Monday, April 9, 2012

Carbon Sequestration in Sagebrush Steppe

Friends of mine called the drive from Boise to Mountain Home, ID, “The Big Ugly.” The one who wasn't driving tried to be asleep by the time they passed the outlet mall on the eastern fringe of Boise. The sleeping friend didn’t have to see the expanses of exotic, invasive cheatgrass that dominate the 40-mile stretch.

This grass was able to invade after the native vegetation was killed by the fires that splash blackened smudges across the area most summers. Green for only a few weeks in spring, cheatgrass spends most of its life as a blanket of short, brown stems, leaves, and bristled seeds. The seeds attach to your socks and work their way down into your boots. They use their travelling tricks to spread into other areas where the native plants have been killed or weakened, where they take root.

My friends had lived in Boise long enough that they remembered when the trip east out of Boise was lush with a shrub forest of sagebrush, tall native bunchgrasses, and evanescent wildflowers in spring. The varied plants wove a tapestry of different shades of green that woke up from winter in waves: first the bluegrass, then the squirrel tail, then the needlegrass and wheatgrass filled the areas between the shrubs. The forbs took turns showing off. Some years the balsamroot astonished my friends with washes of yellow across the hills. Other years the lupines gave it their all and created a pointillist painting with touches of blue. On some trips the red paintbrushes shone and other times it was the yellow ones.

My friends lived next door to each other and worked together for years; they knew each other's stories. But the sagebrush and grasses and wildflowers spun them a new tale each time they traveled to Mountain Home and beyond.

In addition to entertaining my friends, the native sagebrush vegetation also did a far better job of capturing and sequestering carbon dioxide than the carpet of cheatgrass now does.
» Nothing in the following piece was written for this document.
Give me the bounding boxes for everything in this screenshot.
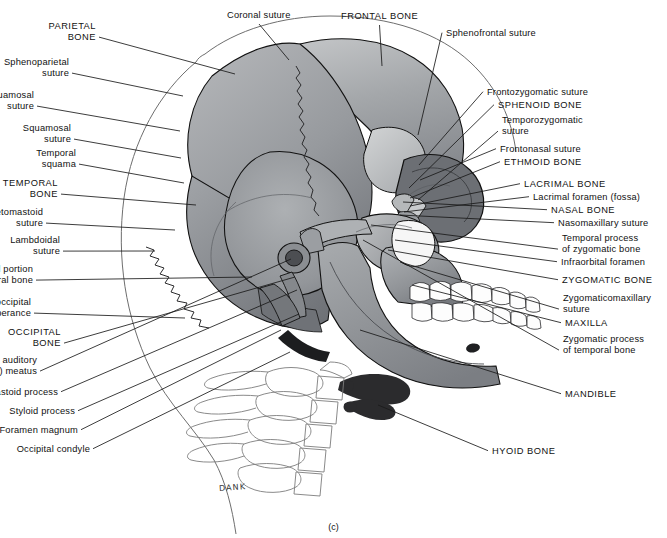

The Big Ugly contains much less carbon in its soil than it did previously, researchers from Boise State University have found.

You can learn more about the study in a piece I wrote for BSU’s Division of Research and Economic Development.

Thursday, April 5, 2012

Rare Idaho Wildflower Gets National Coverage

Although it is rooted to a southern Idaho mountaintop, Christ’s paintbrush (rhymes with “mists”) has gone national. The U.S. Forest Service has highlighted the plant on its Celebrating Wildflowers webpage for the Intermountain West.

Christ’s paintbrush, which only grows in one small area, is an unusual kind of hybrid plant. In her Master’s degree research at Boise State University, Danielle Clay found that it is a homoploid hybrid. Although closely related plant species often cross breed, they rarely produce new homoploid hybrid species.

Many hybrid offspring have two sets of chromosomes, one from each parent. But homoploid hybrid offspring end up with just one set and so have the same number of chromosomes as both of their parents. This usually results in homoploid hybrid offspring crossing back with one or both of their parental species until their unique genome disappears. But occasionally, as with Christ's paintbrush, homoploid hybrid offspring are so different from both of their parental species that they cannot cross breed and a new homoploid hybrid species can develop.

After I wrote about Danielle’s work for BSU’s Division of Research and Economic Development, the university allowed us to reprint the piece, with Danielle’s photos, in the Idaho Native Plant Society's newsletter. he Forest Service saw the article and BSU gave the agency permission to use the story and photos from the INPS newsletter on their website.

Celebrating and Learning about Wildflowers

While Christ’s paintbrush boasts a unique origin, all paintbrushes are unusual plants. We talk about their red, yellow, pink, or purple flowers, but what we really see are the colorful flower bracts that nearly hide the tiny, green flowers. If we looked at the roots of one of these plant under a microscope, we would see finger-like structures called haustoria. Paintbrushes use these to tap into the roots of other plants to obtain water and minerals. These colorful wildflowers are not true parasites because they have green leaves that produce food through photosynthesis; paintbrushes are called hemiparasites, or partial parasites. This is why we find them sprinkled across landscapes like paprika and growing next to other plants, such as the sagebrush in the photograph.

The Celebrating Wildflowers website introduces Mycotrophic Wildflowers. These are true parasites, as they have no chlorophyll. This frees them from the green color scheme of most other plants and lets them explore other options. For instance, Indian pipe, or ghost plant, is a translucent, ghostly white. This unusual plant was Emily Dickinson's favorite flower.

Unlike most true parasites, mycotrophic plants do not get food and water directly from other plants. Instead, they tap into the mycorrhizal fungi that coat the roots of many plants. The fungi, with their masses of tiny filaments, or mycelia, help the plants absorb soil water and minerals, especially phosphorus. The plants return the favor by providing the fungi with food produced by their photosynthesizing leaves.

If Emily Dickinson had known how Indian pipe obtains its food, I believe she would have been even more impressed with this plant.